When we started building Wolfia, we thought the hard part would be getting AI to answer security questions accurately. That turned out to be hard, but something else surprised us more: the teams using Wolfia had no way to see what was actually happening.
A head of security told us she knew Wolfia was saving her team time. She could feel it. But when her CFO asked for numbers, she had nothing. How many questions came through last quarter? What's the actual dollar value? She was guessing.
We kept hearing variations of this. "I need to justify this to leadership." "I want to understand what customers are actually asking us."
Today we're launching Advanced Analytics.
Here's what you see when you open the dashboard
The first thing you notice is the conversation history. Every question that's flowed through Wolfia, who asked it, when, and how it was answered. You can scroll through and watch patterns emerge. Questions in Korean at 2am from your APAC team. The same compliance question coming up over and over, which tells you something's missing from your documentation.
For most organizations, more than half of questions happen outside business hours. That's value that was invisible before.
The executive summary gives you the headline numbers. Total conversations, unique users, questions per session. But the number that matters most is the estimated value delivered, broken down by who saved time and how.
Prove ROI to leadership
This is the job we heard about most. Security, GRC, legal, and sales ops teams know they're delivering value. Proving it is another story.
The traditional approach is to count questionnaires completed or tickets closed. Those numbers don't mean much to a CFO. What matters is whether this helped close deals and whether it's scaling.
We built a two-sided cost model that captures something most tools miss. When someone asks Wolfia a question, two people potentially save time: the person asking gets an instant answer, and the SME who would have been interrupted stays focused. The dashboard calculates both sides.
You can see which trust center documents correlate with closed revenue. You can see acceptance rates on questionnaires, which tells you whether AI is doing the work or your team is rewriting everything.
When you present to leadership, you're showing real impact in terms they care about.
Find where to invest next
Fill rate tells you where your knowledge base has gaps. If Wolfia can't answer a question, that's documentation you need to write. Track it over time and you can see if your coverage is improving.
Acceptance rate tells you about quality. If your team is editing most AI answers before sending them, something's off. Maybe the tone is wrong. Maybe the sources are outdated. Either way, you know where to focus.
Top approvers and contributors show you workload distribution. Is one person doing all the reviews? Is the load balanced across the team? Use this for capacity planning.
Understand what customers actually care about
This job surprised us. Teams wanted to see the actual questions being asked. The raw questions, with full context.
One customer told us they discovered that prospects kept asking about their incident response process. The questions weren't coming through official channels. They were showing up in Slack DMs to sales reps, who were pinging the security team for answers. Once they saw the pattern, they added a detailed incident response section to their trust center. The questions dropped off.
That's the kind of insight that's hard to get any other way.
Connect security work to revenue
Sales teams have a different job. They want to know which security assets actually help close deals.
The Revenue tab shows total deal value flowing through your trust center. More importantly, it shows which documents matter. Your SOC 2 report might be tied to your largest opportunities. Your pen test summary might be downloaded by every serious prospect.
When a deal closes and you can see they accessed specific documents beforehand, you can tell that story. This is how security stops being seen as a cost center.
Maintain accountability and audit trails
Legal and compliance teams care about risk. They need to know who said what, when, and to whom.
Every question and answer is logged with full attribution. When someone asks what was communicated to a customer six months ago, you can find it.
Customize everything to your organization
Every organization has different costs and workflows. Your SMEs might cost more than our defaults. The percentage of questions that would have interrupted someone varies by team.
We let you adjust all the assumptions. Move the sliders and watch the calculations update. Click "how we calculate this" on any metric and you see the full methodology.
We spent a lot of time making this transparent. If you're going to present these numbers to leadership, you should be able to explain where they came from.
How this compares to what you're doing now
Without analytics, you're operating blind. You know Wolfia is working because things feel faster. But you can't quantify it. When budget season comes around, you need data.
Some teams try to build their own dashboards by exporting data and building spreadsheets. That works for a while, but it's manual and the methodology is inconsistent. You end up spending meetings explaining your calculations.
We built analytics so you can skip that work.
Looking forward
We've been thinking a lot about what it means to build tools for enterprise teams. The theme that keeps coming up is visibility.
Once you can see what's happening, you can optimize it and invest more.
We're excited to see what teams do with this.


WHAT IS EXPECTED >> Images should be left out, and everything else in the listing reproduced exactly.

EXCERPTED RECORDS >>

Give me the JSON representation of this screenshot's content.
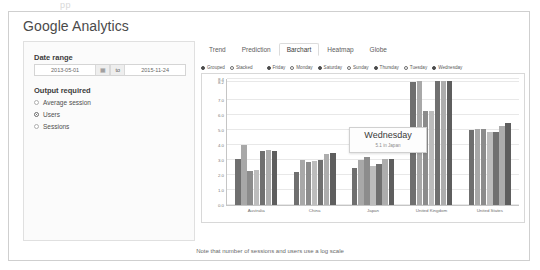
{
  "artifact": {
    "text": "pp"
  },
  "header": {
    "title": "Google Analytics"
  },
  "sidebar": {
    "date_range": {
      "label": "Date range",
      "start_value": "2013-05-01",
      "end_value": "2015-11-24",
      "separator_label": "to",
      "calendar_icon": "calendar-icon"
    },
    "output_required": {
      "label": "Output required",
      "options": [
        {
          "label": "Average session",
          "selected": false
        },
        {
          "label": "Users",
          "selected": true
        },
        {
          "label": "Sessions",
          "selected": false
        }
      ]
    }
  },
  "tabs": [
    {
      "label": "Trend",
      "active": false
    },
    {
      "label": "Prediction",
      "active": false
    },
    {
      "label": "Barchart",
      "active": true
    },
    {
      "label": "Heatmap",
      "active": false
    },
    {
      "label": "Globe",
      "active": false
    }
  ],
  "legend": {
    "mode_options": [
      {
        "label": "Grouped",
        "selected": true
      },
      {
        "label": "Stacked",
        "selected": false
      }
    ],
    "day_options": [
      {
        "label": "Friday",
        "selected": true
      },
      {
        "label": "Monday",
        "selected": false
      },
      {
        "label": "Saturday",
        "selected": true
      },
      {
        "label": "Sunday",
        "selected": false
      },
      {
        "label": "Thursday",
        "selected": true
      },
      {
        "label": "Tuesday",
        "selected": false
      },
      {
        "label": "Wednesday",
        "selected": true
      }
    ]
  },
  "tooltip": {
    "title": "Wednesday",
    "subtitle": "5.1 in Japan"
  },
  "footer": {
    "note": "Note that number of sessions and users use a log scale"
  },
  "chart_data": {
    "type": "bar",
    "title": "",
    "xlabel": "",
    "ylabel": "",
    "ylim": [
      0.0,
      8.4
    ],
    "grid": true,
    "legend_position": "top",
    "yticks": [
      "0.0",
      "1.0",
      "2.0",
      "3.0",
      "4.0",
      "5.0",
      "6.0",
      "7.0",
      "8.2",
      "8.4"
    ],
    "ytick_values": [
      0.0,
      1.0,
      2.0,
      3.0,
      4.0,
      5.0,
      6.0,
      7.0,
      8.2,
      8.4
    ],
    "categories": [
      "Australia",
      "China",
      "Japan",
      "United Kingdom",
      "United States"
    ],
    "series": [
      {
        "name": "Friday",
        "color": "#6f6f6f",
        "values": [
          3.1,
          2.2,
          2.5,
          8.2,
          5.0
        ]
      },
      {
        "name": "Monday",
        "color": "#a8a8a8",
        "values": [
          4.0,
          3.0,
          3.0,
          8.3,
          5.1
        ]
      },
      {
        "name": "Saturday",
        "color": "#8c8c8c",
        "values": [
          2.3,
          2.9,
          3.2,
          6.3,
          5.05
        ]
      },
      {
        "name": "Sunday",
        "color": "#bdbdbd",
        "values": [
          2.35,
          2.95,
          2.6,
          6.3,
          4.85
        ]
      },
      {
        "name": "Thursday",
        "color": "#707070",
        "values": [
          3.6,
          3.0,
          2.75,
          8.3,
          4.9
        ]
      },
      {
        "name": "Tuesday",
        "color": "#adadad",
        "values": [
          3.7,
          3.4,
          3.1,
          8.3,
          5.3
        ]
      },
      {
        "name": "Wednesday",
        "color": "#5e5e5e",
        "values": [
          3.6,
          3.5,
          3.1,
          8.3,
          5.5
        ]
      }
    ]
  }
}
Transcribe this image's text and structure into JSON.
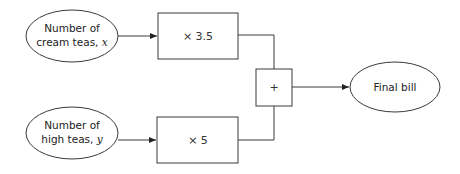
{
  "diagram": {
    "type": "flowchart",
    "nodes": {
      "input_cream": {
        "line1": "Number of",
        "line2_text": "cream teas, ",
        "line2_var": "x",
        "shape": "ellipse"
      },
      "input_high": {
        "line1": "Number of",
        "line2_text": "high teas, ",
        "line2_var": "y",
        "shape": "ellipse"
      },
      "mult_cream": {
        "label": "× 3.5",
        "shape": "rectangle"
      },
      "mult_high": {
        "label": "× 5",
        "shape": "rectangle"
      },
      "sum": {
        "label": "+",
        "shape": "rectangle"
      },
      "output": {
        "label": "Final bill",
        "shape": "ellipse"
      }
    },
    "edges": [
      {
        "from": "input_cream",
        "to": "mult_cream",
        "arrow": true
      },
      {
        "from": "input_high",
        "to": "mult_high",
        "arrow": true
      },
      {
        "from": "mult_cream",
        "to": "sum",
        "arrow": false
      },
      {
        "from": "mult_high",
        "to": "sum",
        "arrow": false
      },
      {
        "from": "sum",
        "to": "output",
        "arrow": true
      }
    ],
    "colors": {
      "stroke": "#3a3a3a",
      "text": "#222222",
      "background": "#ffffff"
    }
  }
}
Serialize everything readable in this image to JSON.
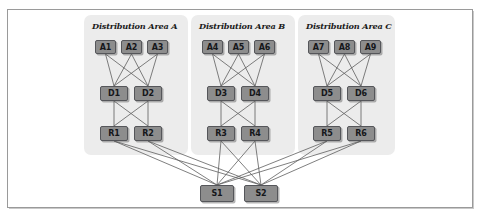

ANSWER >>
Give me the JSON representation of this screenshot's content.
{
  "artifact": {
    "text": "pp"
  },
  "header": {
    "title": "Google Analytics"
  },
  "sidebar": {
    "date_range": {
      "label": "Date range",
      "start_value": "2013-05-01",
      "end_value": "2015-11-24",
      "separator_label": "to",
      "calendar_icon": "calendar-icon"
    },
    "output_required": {
      "label": "Output required",
      "options": [
        {
          "label": "Average session",
          "selected": false
        },
        {
          "label": "Users",
          "selected": true
        },
        {
          "label": "Sessions",
          "selected": false
        }
      ]
    }
  },
  "tabs": [
    {
      "label": "Trend",
      "active": false
    },
    {
      "label": "Prediction",
      "active": false
    },
    {
      "label": "Barchart",
      "active": true
    },
    {
      "label": "Heatmap",
      "active": false
    },
    {
      "label": "Globe",
      "active": false
    }
  ],
  "legend": {
    "mode_options": [
      {
        "label": "Grouped",
        "selected": true
      },
      {
        "label": "Stacked",
        "selected": false
      }
    ],
    "day_options": [
      {
        "label": "Friday",
        "selected": true
      },
      {
        "label": "Monday",
        "selected": false
      },
      {
        "label": "Saturday",
        "selected": true
      },
      {
        "label": "Sunday",
        "selected": false
      },
      {
        "label": "Thursday",
        "selected": true
      },
      {
        "label": "Tuesday",
        "selected": false
      },
      {
        "label": "Wednesday",
        "selected": true
      }
    ]
  },
  "tooltip": {
    "title": "Wednesday",
    "subtitle": "5.1 in Japan"
  },
  "footer": {
    "note": "Note that number of sessions and users use a log scale"
  },
  "chart_data": {
    "type": "bar",
    "title": "",
    "xlabel": "",
    "ylabel": "",
    "ylim": [
      0.0,
      8.4
    ],
    "grid": true,
    "legend_position": "top",
    "yticks": [
      "0.0",
      "1.0",
      "2.0",
      "3.0",
      "4.0",
      "5.0",
      "6.0",
      "7.0",
      "8.2",
      "8.4"
    ],
    "ytick_values": [
      0.0,
      1.0,
      2.0,
      3.0,
      4.0,
      5.0,
      6.0,
      7.0,
      8.2,
      8.4
    ],
    "categories": [
      "Australia",
      "China",
      "Japan",
      "United Kingdom",
      "United States"
    ],
    "series": [
      {
        "name": "Friday",
        "color": "#6f6f6f",
        "values": [
          3.1,
          2.2,
          2.5,
          8.2,
          5.0
        ]
      },
      {
        "name": "Monday",
        "color": "#a8a8a8",
        "values": [
          4.0,
          3.0,
          3.0,
          8.3,
          5.1
        ]
      },
      {
        "name": "Saturday",
        "color": "#8c8c8c",
        "values": [
          2.3,
          2.9,
          3.2,
          6.3,
          5.05
        ]
      },
      {
        "name": "Sunday",
        "color": "#bdbdbd",
        "values": [
          2.35,
          2.95,
          2.6,
          6.3,
          4.85
        ]
      },
      {
        "name": "Thursday",
        "color": "#707070",
        "values": [
          3.6,
          3.0,
          2.75,
          8.3,
          4.9
        ]
      },
      {
        "name": "Tuesday",
        "color": "#adadad",
        "values": [
          3.7,
          3.4,
          3.1,
          8.3,
          5.3
        ]
      },
      {
        "name": "Wednesday",
        "color": "#5e5e5e",
        "values": [
          3.6,
          3.5,
          3.1,
          8.3,
          5.5
        ]
      }
    ]
  }
}
Transcribe this image's text and structure into JSON.
{
  "diagram": {
    "type": "flowchart",
    "nodes": {
      "input_cream": {
        "line1": "Number of",
        "line2_text": "cream teas, ",
        "line2_var": "x",
        "shape": "ellipse"
      },
      "input_high": {
        "line1": "Number of",
        "line2_text": "high teas, ",
        "line2_var": "y",
        "shape": "ellipse"
      },
      "mult_cream": {
        "label": "× 3.5",
        "shape": "rectangle"
      },
      "mult_high": {
        "label": "× 5",
        "shape": "rectangle"
      },
      "sum": {
        "label": "+",
        "shape": "rectangle"
      },
      "output": {
        "label": "Final bill",
        "shape": "ellipse"
      }
    },
    "edges": [
      {
        "from": "input_cream",
        "to": "mult_cream",
        "arrow": true
      },
      {
        "from": "input_high",
        "to": "mult_high",
        "arrow": true
      },
      {
        "from": "mult_cream",
        "to": "sum",
        "arrow": false
      },
      {
        "from": "mult_high",
        "to": "sum",
        "arrow": false
      },
      {
        "from": "sum",
        "to": "output",
        "arrow": true
      }
    ],
    "colors": {
      "stroke": "#3a3a3a",
      "text": "#222222",
      "background": "#ffffff"
    }
  }
}
Serialize everything readable in this image to JSON.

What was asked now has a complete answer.